Diana came running to meet him and he swung her on to his shoulders.
‘Mummy’s outside,’ she told him.
‘It’s the only place to be,’ said Aldermann seriously.
The rain had stopped earlier and the clouds had continued eastward, leaving in their wake a perf
ect June evening. He went through the french doors of the lounge on to the balustraded terrace where Daphne was relaxing on a garden lounger.
‘Hello,’ he said. ‘They seem to have done a good job on the car.’
‘They should do for the money. And they make you pay on the spot nowadays. No cash, no car. It’s very uncivilized.’
He frowned slightly, lifted Diana to the ground and said, ‘The rain’s brought off one or two petals, I see.’
‘Well, let them lie for a while,’ Daphne said firmly. ‘I’ll get us a drink and you can unwind from your hard day at the office.’
She went into the house and he removed his jacket, draped it over the back of a wrought-iron garden chair and sat down. Distantly the front doorbell sounded. A couple of minutes later, Daphne returned bearing a martini’d tray and accompanied by two men, or rather a man and a boy. The boy was in uniform, the man in a dark suit. Other claims to distinction were the boy’s Indian beauty and the man’s Caucasian ugliness.
‘Darling,’ said Daphne setting the tray down on the iron table which matched the chairs, ‘these gentlemen are from the police.’
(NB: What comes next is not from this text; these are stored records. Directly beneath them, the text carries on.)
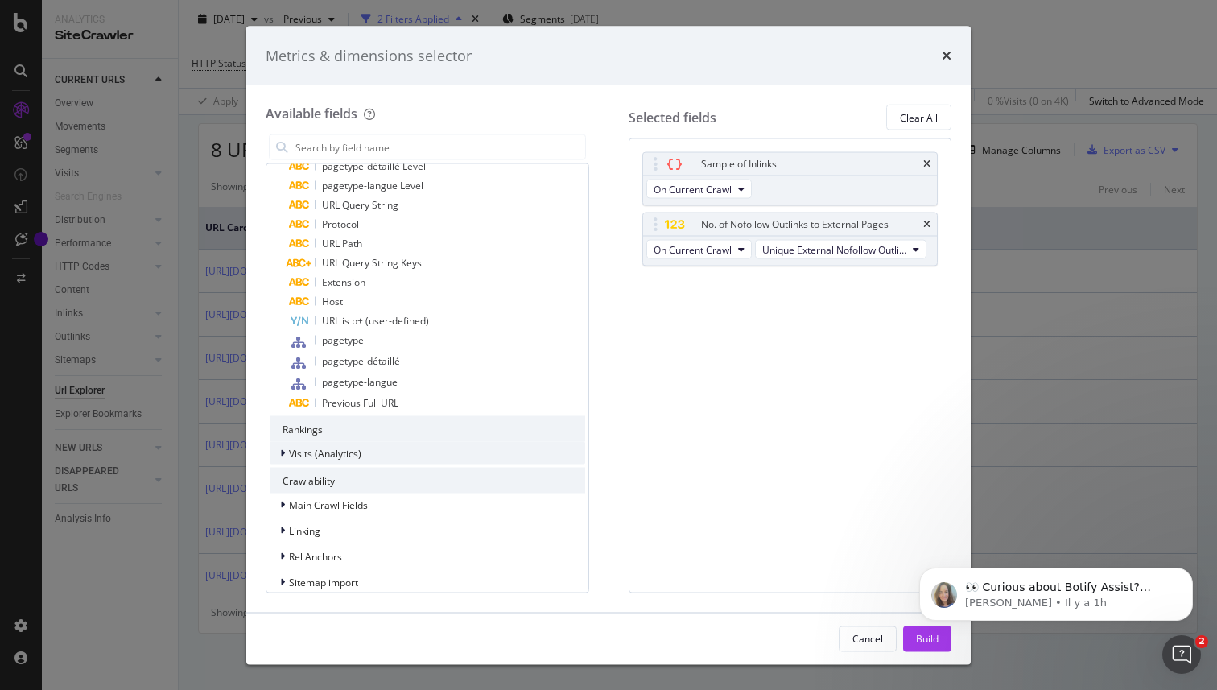  What do you see at coordinates (609, 345) in the screenshot?
I see `div: modal` at bounding box center [609, 345].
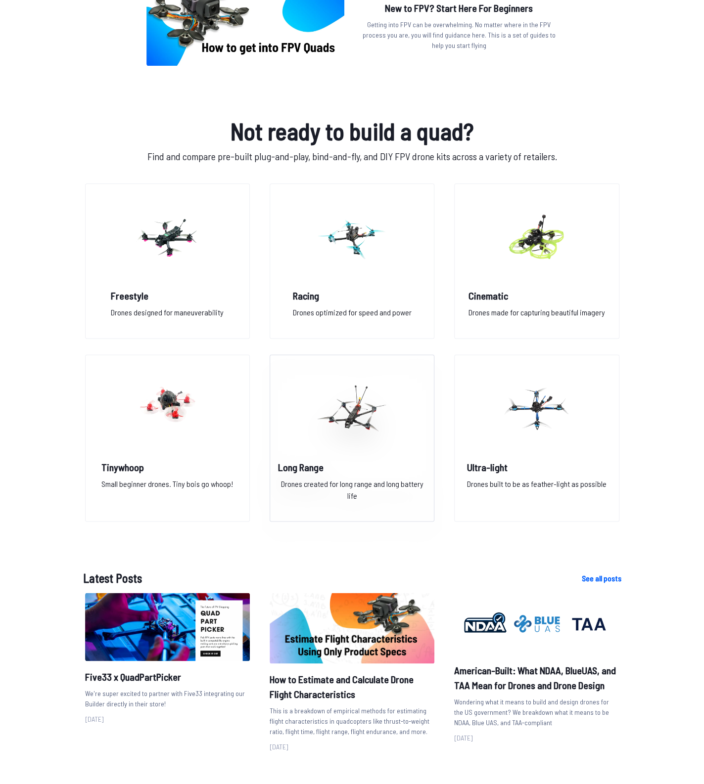  What do you see at coordinates (167, 296) in the screenshot?
I see `h2: Freestyle` at bounding box center [167, 296].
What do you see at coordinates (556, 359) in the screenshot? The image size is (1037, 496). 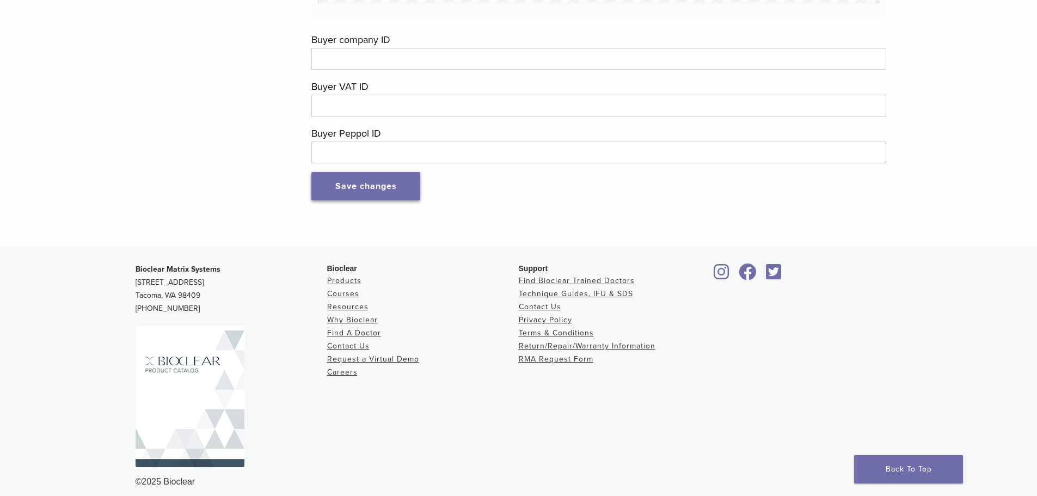 I see `a: RMA Request Form` at bounding box center [556, 359].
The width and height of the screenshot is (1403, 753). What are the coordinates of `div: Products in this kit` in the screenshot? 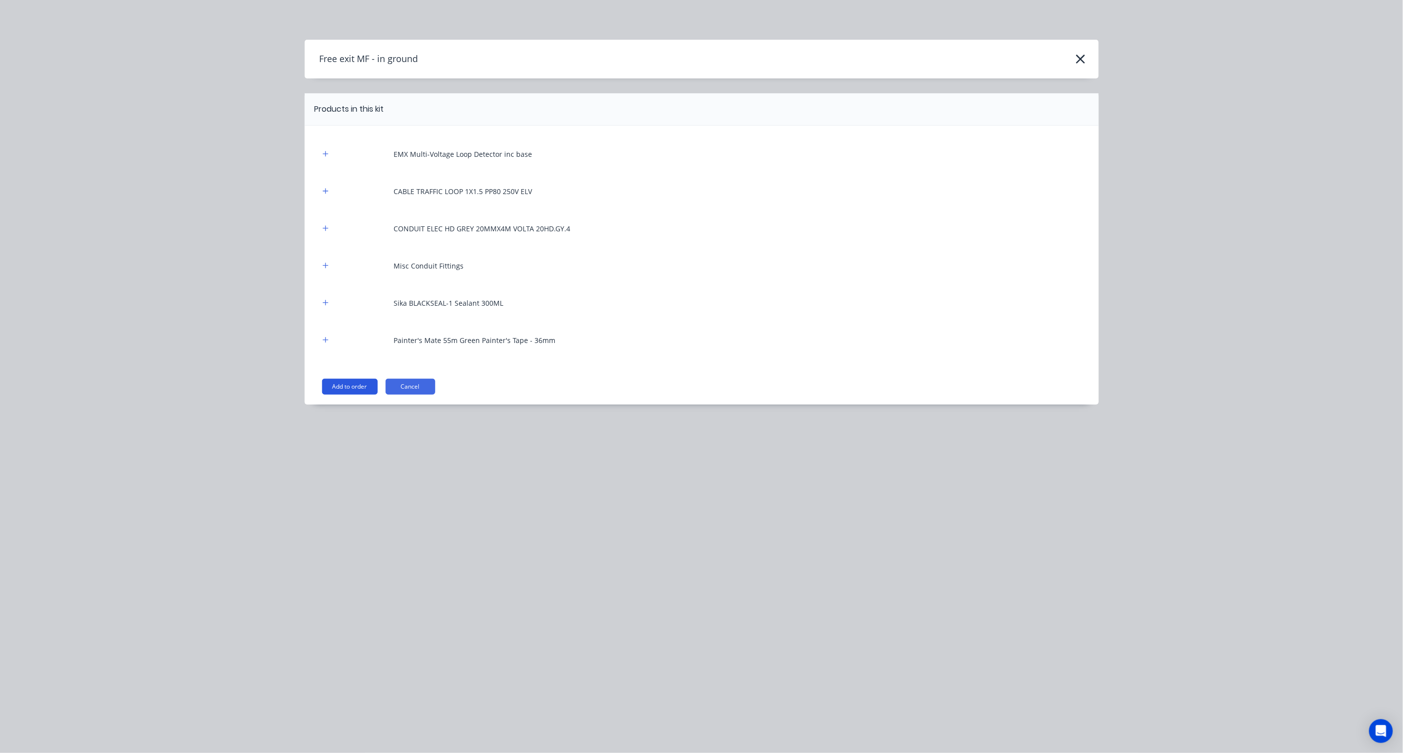 It's located at (349, 109).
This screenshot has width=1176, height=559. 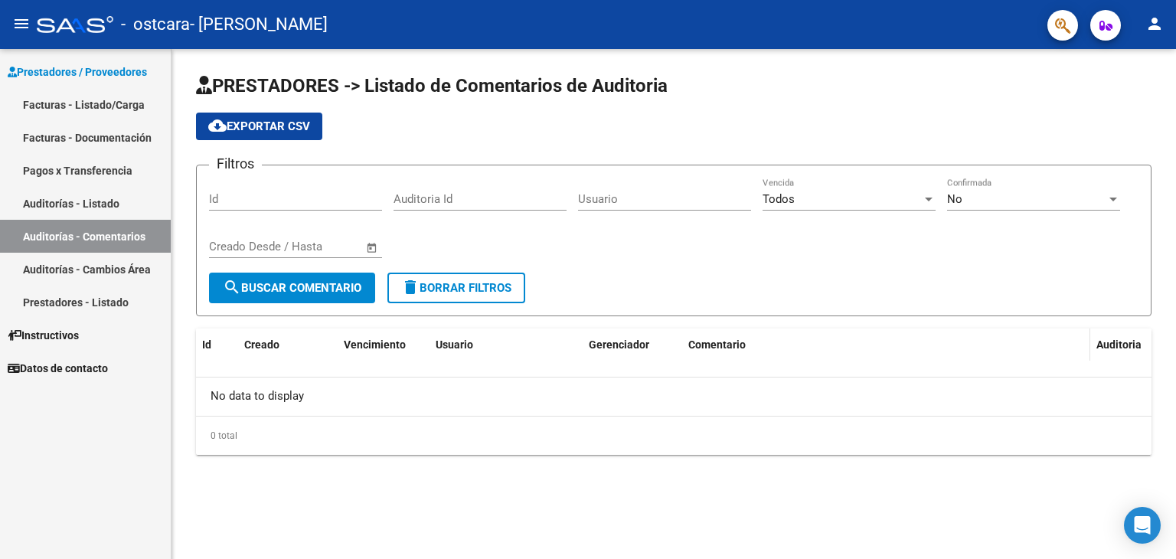 I want to click on span: Comentario, so click(x=717, y=345).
Aldermann rose courteously.
‘How can I help you?’ he asked.
‘Actually, it’s me they want to see,’ said Daphne. ‘It’s about the car being vandalized. We needn’t disturb you, darling. Would you like to come back into the house, Sergeant? You did say sergeant?’
‘That’s right, ma’am. Detective-Sergeant Wield. And this is Police Cadet Singh,’ replied Wield without much enthusiasm.
Singh flashed them a white-toothed smile. Daphne had already recognized him as the boy she had seen in the market café but he had shown no sign of recognizing her. Perhaps whites all look alike to Asians, she thought.